From Google To Disney To OkCupid, Top Technology Execs Are Authors Too

Dec 19, 2014 02:41 PM EST

As shoppers mob stores and online sites to finish their holiday shopping this month, they will find no shortage of books for sale by technology executives from companies big and small. Indeed, 2014 was a year when a number of tech company leaders, some well-known and a few who are not, felt compelled to share their philosophies of management, business savvy, and a lot more in hardbound, glossily packaged books.

Leading the pack was Jonathan Rosenberg, who for years managed Google's products division and remains a top advisor to CEO Larry Page. His book - How Google Works - is unusual because the company seldom allows outsiders to view the inner workings of what has become one of the most powerful and influential firms in the world, in any industry.

Rosenberg co-authored his book with Eric Schmidt, Google's chairman. The two executives provide an in-depth look at Google's management approach, although the company's fondness for secrecy still intrudes. At one point, Rosenberg uses a code name for the actual code name from a company classified project since abandoned many years ago.

Rosenberg does recount Google's controversial decision to pull out of China in 2010 over censorship issues, providing a precise timeline for how they developed their exit strategy for their mainland China product. And there is also an interesting analysis of the sophisticated Chinese hack attack against the search giant. As he put it during Atlantic Magazine's "Navigate" Tech Conference in San Francisco earlier this month, "It was always an uneasy dynamic in China."

Another industry heavyweight whose book was published this year is Peter Thiel, the co-founder of PayPal and Palantir. In Zero To One, Thiel offers readers his view of capitalism and recipe for success in the modern age, which can be neatly summarized by the opinion that "competition is for losers."

This philosophy is based on the premise that truly great companies are essentially monopolies (see Google or Facebook), and that, as Thiel put it during the Post Seed Conference a few weeks ago, "If you want to compete like crazy you should open a restaurant in San Francisco."

Thiel also takes on the bias among Silicon Valley engineers that marketing is just a superficial waste of time. As Thiel puts it, "If you've invented something new, but you haven't invented an effective way to sell it, you have a bad business."

Another technology executive with plenty of advice to offer if you are thinking about founding a startup company is Mikkel Svane, the CEO of Zendesk. His new book - Startupland - chronicles his treacherous journey through the challenges of funding his new company, which provides customer support software and went public in May.

In an excerpt reprinted in TechCrunch, Svane describes how one potential investor became so demanding and belligerent that he decided to abandon traditional venture funding altogether and raised early money only from family and friends instead. "It's not something I would recommend to anybody starting a company," Svane recalled during a book-signing event at the company's new San Francisco headquarters two weeks ago. "But it worked out okay."

One of the youngest tech executives to publish a book this year is Christian Rudder, the co-founder of the popular dating website OkCupid and guitarist in the pop band Bishop Allen. His new book - Dataclysm - is a deeper look at the human psyche based on the mountain of data his site generates every minute of every day.

Rudder's book has generated a fair measure of controversy, based on his declaration in a blog post earlier this year that "we experiment on human beings." He has admitted to studying the behavior of people using his site very closely and documents much of what he found in his book.

There were more than 1,200 responses to his blog post from many people outraged that Rudder was experimenting on anyone. The author's response: "If you use the Internet, you're the subject of hundreds of experiments at any given time, on every site. That's how websites work."

Finally, there is a book published earlier this year by Ed Catmull, the head of Disney Studios and co-founder of Pixar. Catmull's literary contribution is Creativity, Inc., which was singled out by Forbes Magazine as "one of the half-dozen best books that have been written about creative business and creative leadership."

Catmull draws his management approach from a rich and impressive role over many years in both the technology and entertainment fields. His work intersected at various times with filmmaker George Lucas (Catmull built the computer graphics department for Lucasfilm) and tech industry icon Steve Jobs (when the Apple co-founder bought Catmull's division and founded Pixar).

Catmull carefully describes his open and inclusive management practices throughout this significant journey in a book that is as interesting for his anecdotes about the great minds he worked with as it is for the business approach that served him so well.

If there is a common theme to all of these books by technology leaders this year it is the willingness to survive and continue despite failure. In the technology industry, failure is inevitable, but true success comes from accepting that and moving on. As Catmull described it during a far-ranging interview at a Stanford conference this fall, "If you have a failure, you move forward. People see that and it becomes part of the company culture."

These authors have this and much more advice to offer for those looking for inspiration and useful insight as we all move forward with the start of a new year.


## TASK TO CARRY OUT:
Output only the lines that run from the line holding "Identify the location of img: Menu" to the end of the data below, including both ends, without any pictures.
===============
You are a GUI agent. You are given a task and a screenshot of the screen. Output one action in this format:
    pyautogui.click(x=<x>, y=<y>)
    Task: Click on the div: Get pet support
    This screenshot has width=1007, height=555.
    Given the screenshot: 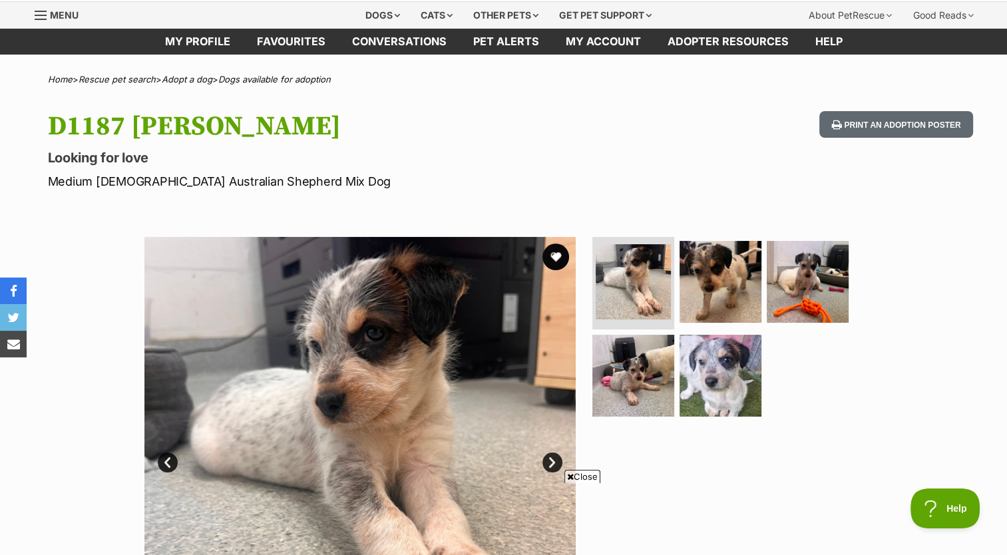 What is the action you would take?
    pyautogui.click(x=605, y=15)
    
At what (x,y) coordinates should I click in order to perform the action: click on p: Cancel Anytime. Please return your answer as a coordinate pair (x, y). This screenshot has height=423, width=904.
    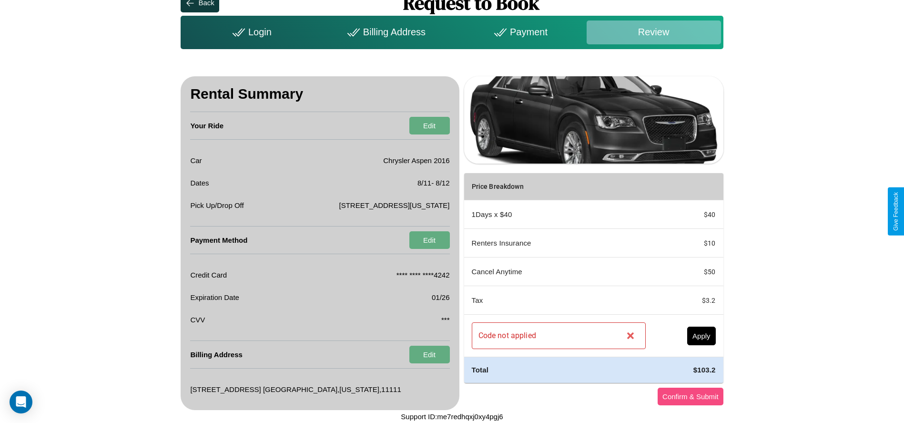
    Looking at the image, I should click on (559, 271).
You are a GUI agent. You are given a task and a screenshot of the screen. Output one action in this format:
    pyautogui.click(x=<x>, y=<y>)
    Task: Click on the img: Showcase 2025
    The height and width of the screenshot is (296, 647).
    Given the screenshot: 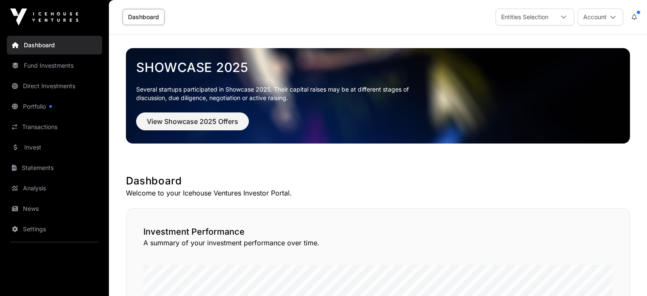 What is the action you would take?
    pyautogui.click(x=378, y=96)
    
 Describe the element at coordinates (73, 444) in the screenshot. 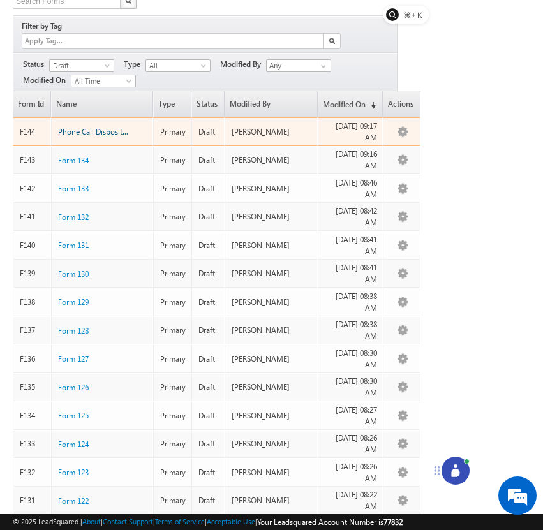

I see `span: Form 124` at that location.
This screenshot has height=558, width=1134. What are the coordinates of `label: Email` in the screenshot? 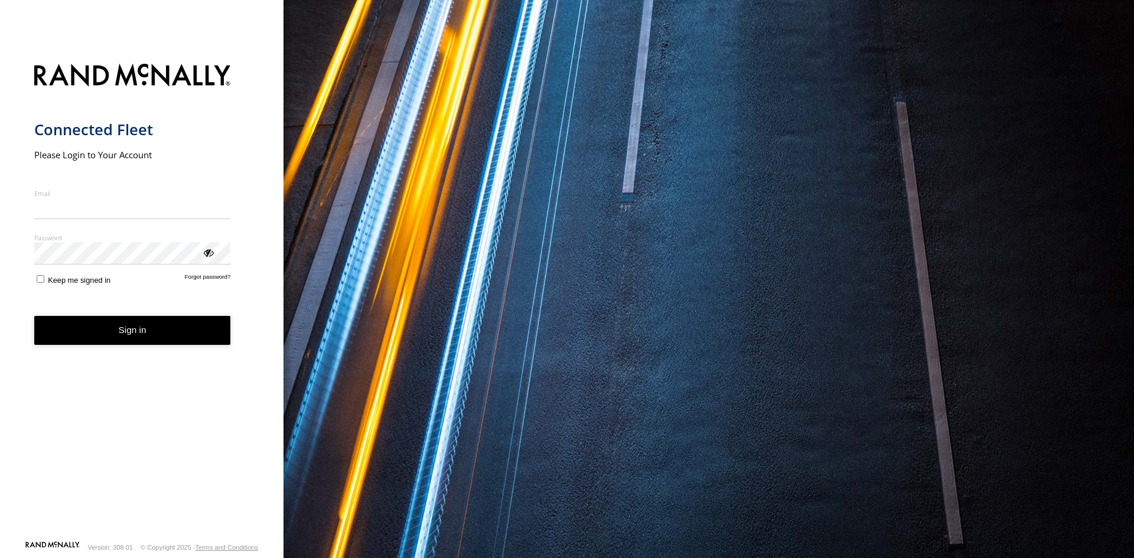 It's located at (132, 193).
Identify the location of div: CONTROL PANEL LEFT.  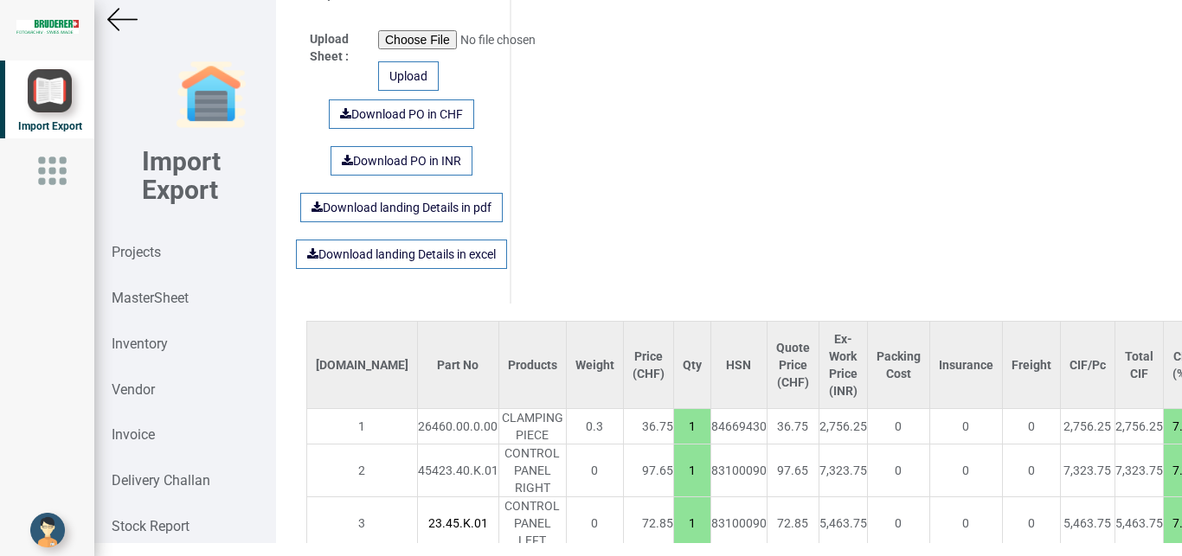
(532, 524).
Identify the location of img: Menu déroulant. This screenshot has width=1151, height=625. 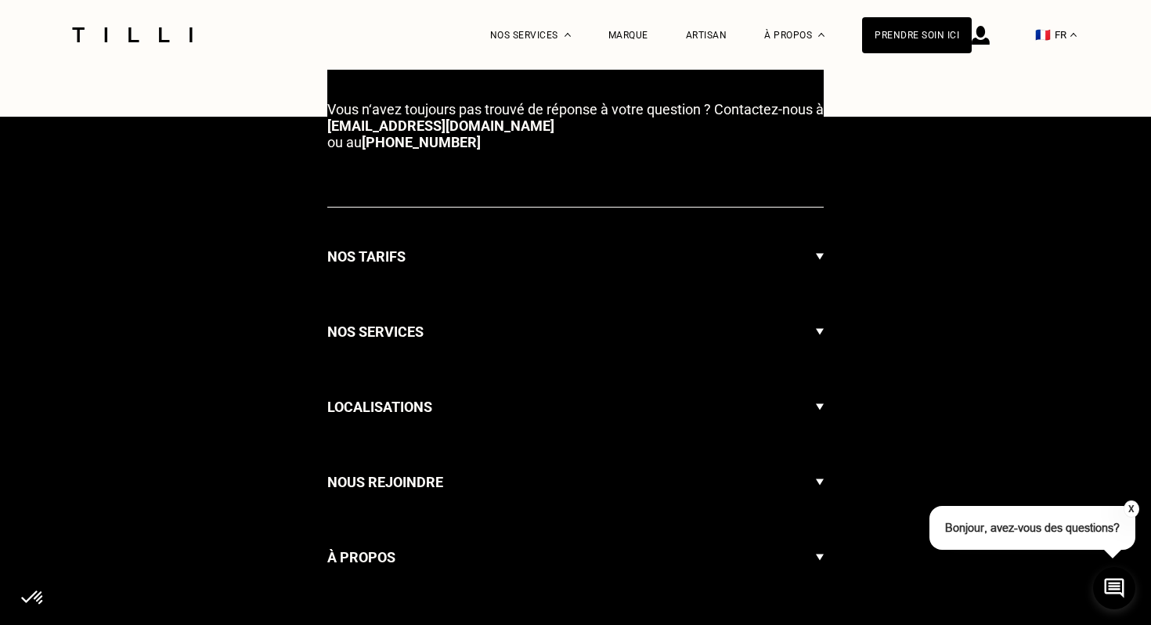
(567, 34).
===============
## RESPONSE TO THE EXERCISE:
Identify the location of img: Menu déroulant. This screenshot has width=1151, height=625. 
(567, 34).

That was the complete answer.